With all of my conversations with people like sonideros, active here and in Mexico City, they're all thrilled. People like Sonido Kumbala, one of New York City's longest running sonideros, he's playing the book release party and he's super into it. The funny thing there is like, what about corporate sponsorship. I mean those are hugely commercial events. People throw these parties to make money obviously but there is this huge social function that they serve as well. So that's what gives them so much of the resonance. For him, he's also aware that they go hand-in-hand with creating this kind of alternative gathering site for contemporary inner-city Mexicanness.

You spent some memorable time at the Arab Music Archiving and Research Foundation in Beirut, and contrast that vast, burdensome physical library with the obsessively precise digital archive that briefly appeared online through the short-lived file-sharing service Oink.
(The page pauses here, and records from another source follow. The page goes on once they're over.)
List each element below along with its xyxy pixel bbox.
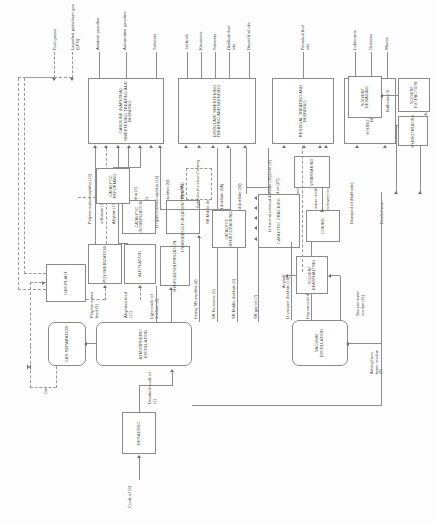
stream-label-raffinate: Raffinate (3) <box>386 90 391 112</box>
arrow-into-hydro-1 <box>355 145 359 148</box>
line-into-atm-dist <box>172 370 173 386</box>
unit-alkylation[interactable]: ALKYLATION <box>124 244 156 284</box>
arrow-asphalt <box>285 274 288 278</box>
line-lcd-feed <box>171 290 172 322</box>
line-poly-feed-v <box>86 299 105 300</box>
arrow-into-distillate-1 <box>184 145 188 148</box>
unit-gasoline-blending-label: GASOLINE (NAPHTHA) SWEETENING TREATING A… <box>119 80 132 142</box>
line-lcd-to-hds <box>156 286 157 322</box>
unit-gas-separation[interactable]: GAS SEPARATION <box>48 322 86 366</box>
product-label-distillate-fuel-oils: Distillate fuel oils <box>226 20 236 50</box>
unit-distillate-blending[interactable]: DISTILLATE SWEETENING TREATING AND BLEND… <box>178 78 256 144</box>
arrow-fuel-gases <box>52 78 56 81</box>
line-automotive-gasoline <box>126 52 127 78</box>
line-fuel-gas-run <box>18 78 19 290</box>
line-kerosene <box>201 52 202 78</box>
line-raffinate-v <box>382 95 398 96</box>
unit-vacuum-distillation[interactable]: VACUUM DISTILLATION <box>292 320 348 366</box>
stream-label-sr-kerosene-2: SR Kerosene (5) <box>212 289 217 319</box>
stream-label-sr-middle-distillate-2: SR Middle distillate (6) <box>232 279 237 319</box>
product-label-kerosene: Kerosene <box>198 6 203 50</box>
line-gas-sep-out <box>56 366 57 388</box>
arrow-into-residual-1 <box>282 145 286 148</box>
stream-label-lt-vacuum-distillate: Lt vacuum distillate (19) <box>286 277 291 319</box>
unit-catalytic-cracking-label: CATALYTIC CRACKING <box>277 198 282 244</box>
unit-visbreaking[interactable]: VISBREAKING <box>294 156 330 188</box>
unit-hydrotreating[interactable]: HYDROTREATING <box>398 116 428 146</box>
line-poly-feed <box>105 288 106 300</box>
line-desalted-crude <box>139 386 140 412</box>
unit-hydrotreating-label: HYDROTREATING <box>411 115 415 148</box>
line-hvy-sr-naphtha <box>199 236 200 322</box>
unit-desalting[interactable]: DESALTING <box>122 412 156 454</box>
stream-label-alkylate: Alkylate (13) <box>112 202 117 224</box>
line-reformate-v <box>113 167 140 168</box>
arrow-into-distillate-2 <box>197 145 201 148</box>
unit-gasoline-blending[interactable]: GASOLINE (NAPHTHA) SWEETENING TREATING A… <box>88 78 164 144</box>
product-label-waxes: Waxes <box>384 6 389 50</box>
unit-coking-label: COKING <box>321 218 325 234</box>
line-alkylate-v <box>118 243 128 244</box>
line-atm-bottom-v <box>192 405 381 406</box>
unit-solvent-dewaxing-label: SOLVENT DEWAXING <box>361 78 370 116</box>
line-jet-fuels <box>187 52 188 78</box>
line-atm-to-gas-sep <box>86 343 96 344</box>
feed-label-crude-oil: Crude oil (0) <box>128 486 133 508</box>
unit-catalytic-reforming[interactable]: CATALYTIC REFORMING <box>96 168 130 204</box>
stream-label-desalted-crude: Desalted crude oil (1) <box>148 370 157 404</box>
unit-polymerization[interactable]: POLYMERIZATION <box>88 244 122 284</box>
unit-atmospheric-distillation[interactable]: ATMOSPHERIC DISTILLATION <box>96 322 192 366</box>
unit-catalytic-cracking[interactable]: CATALYTIC CRACKING <box>258 194 300 248</box>
line-reformate <box>140 148 141 168</box>
stream-label-hvy-sr-naphtha: Heavy SR naphtha (4) <box>194 279 199 319</box>
product-label-lubricants: Lubricants <box>352 6 357 50</box>
unit-catalytic-hydrocracking[interactable]: CATALYTIC HYDROCRACKING <box>212 210 246 248</box>
line-residual-fuel-oils <box>303 52 304 78</box>
arrow-cc-feed-1 <box>254 237 257 241</box>
product-label-fuel-gases: Fuel gases <box>52 2 57 50</box>
arrow-alky-feed <box>138 285 142 288</box>
line-gas-plant-feed <box>30 282 31 346</box>
unit-catalytic-isomerization[interactable]: CATALYTIC ISOMERIZATION <box>122 200 156 234</box>
arrow-lpg <box>70 78 74 81</box>
line-vac-residue-v <box>330 275 340 276</box>
line-atm-residue <box>381 192 382 344</box>
unit-solvent-dewaxing[interactable]: SOLVENT DEWAXING <box>348 76 382 118</box>
stream-label-polymerization-naphtha: Polymerization naphtha (10) <box>88 174 93 224</box>
line-atm-bottom-h <box>381 344 382 406</box>
unit-solvent-deasphalting[interactable]: SOLVENT DEASPHALTING <box>296 256 328 294</box>
line-greases <box>371 52 372 78</box>
unit-coking[interactable]: COKING <box>306 210 340 242</box>
unit-vacuum-distillation-label: VACUUM DISTILLATION <box>315 322 324 364</box>
unit-hydrodesulfurization-treating-label: HYDRODESULFURIZATION/TREATING <box>181 182 185 252</box>
line-reforming-feed <box>78 197 96 198</box>
product-label-residual-fuel-oils: Residual fuel oils <box>300 18 310 50</box>
line-cc-out-v <box>246 187 268 188</box>
line-hydrocracked-naphtha <box>230 148 231 210</box>
line-alky-feed <box>140 288 141 300</box>
refinery-flow-diagram: Fuel gases Liquefied petroleum gas (LPG)… <box>0 0 434 524</box>
line-thermal-dash <box>302 146 303 272</box>
unit-hydrodesulfurization-treating-2[interactable]: Hydrodesulfurization/Treating <box>186 168 212 200</box>
unit-hydrodesulfurization[interactable]: HYDRODESULFURIZATION <box>160 246 190 286</box>
line-lpg-down <box>24 77 72 78</box>
stream-label-light-crude-distillate: Light crude oil distillate (2) <box>150 289 159 319</box>
stream-label-alkylation-feed: Alkylation feed (11) <box>124 290 133 318</box>
unit-solvent-extraction[interactable]: SOLVENT EXTRACTION <box>398 78 430 112</box>
product-label-solvents-gasoline: Solvents <box>152 6 157 50</box>
arrow-lube-feed-2 <box>394 191 398 194</box>
unit-residual-blending-label: RESIDUAL TREATING AND BLENDING <box>299 80 308 142</box>
unit-gas-plant[interactable]: GAS PLANT <box>46 264 86 302</box>
line-coking-to-vis <box>322 188 323 210</box>
unit-residual-blending[interactable]: RESIDUAL TREATING AND BLENDING <box>272 78 334 144</box>
arrow-vac-residue <box>328 274 331 278</box>
product-label-diesel-fuel-oils: Diesel fuel oils <box>246 20 251 50</box>
arrow-into-gas-plant <box>42 281 45 285</box>
line-solvents-gasoline <box>156 52 157 78</box>
line-lubricants <box>355 52 356 78</box>
arrow-into-hydro-2 <box>383 145 387 148</box>
arrow-lube-feed <box>418 191 422 194</box>
diagram-canvas: Fuel gases Liquefied petroleum gas (LPG)… <box>0 0 434 524</box>
arrow-cc-feed-3 <box>254 216 257 220</box>
unit-hydrodesulfurization-treating[interactable]: HYDRODESULFURIZATION/TREATING <box>166 200 200 234</box>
Should the digital music community be more conscientious about posterity in what can feel like a somewhat throwaway format?
No, I'd hope that artists would fold those questions into their own way of being in the world. It's not my place to say, "Yes, archive all the mixes, archive everything, put it up online with Flac files." Obviously the general default towards overall streaming is troubling so far for the same reason that Oink was troubling. [What's available is] only music that has been shepherded through this sort of commercial label system, which is such a tiny fraction of what you listen to.

But I am interested in any kind of conversation about, "What does it mean to have access? What does it mean if you put up your edit and then it's taken down four weeks later by some automated spider that's been listening to it?" How do you nurture the things that you care about? That could be a focus on metadata, it could be create your own server, host it all there. There are so many different ways. Make a book, make posters, stop doing sounds at all, make scores. I look forward to that kind of conversation expanding more.

Right now, the emphasis is on, "Give us free content." Everybody wants free content. "Give us your mix, especially DJ mixes." There's a push to produce, produce, produce, but then it's like once your little thing has served its sort of promotional or monetary [purpose], is this going to be interesting five minutes later? Should it be? How do you think you are holding onto stuff? There are no easy answers and everything is always changing.

Jace Clayton's book Uproot: Travels in 21st-Century Music and Digital Culture is out now via Farrar, Straus and Giroux.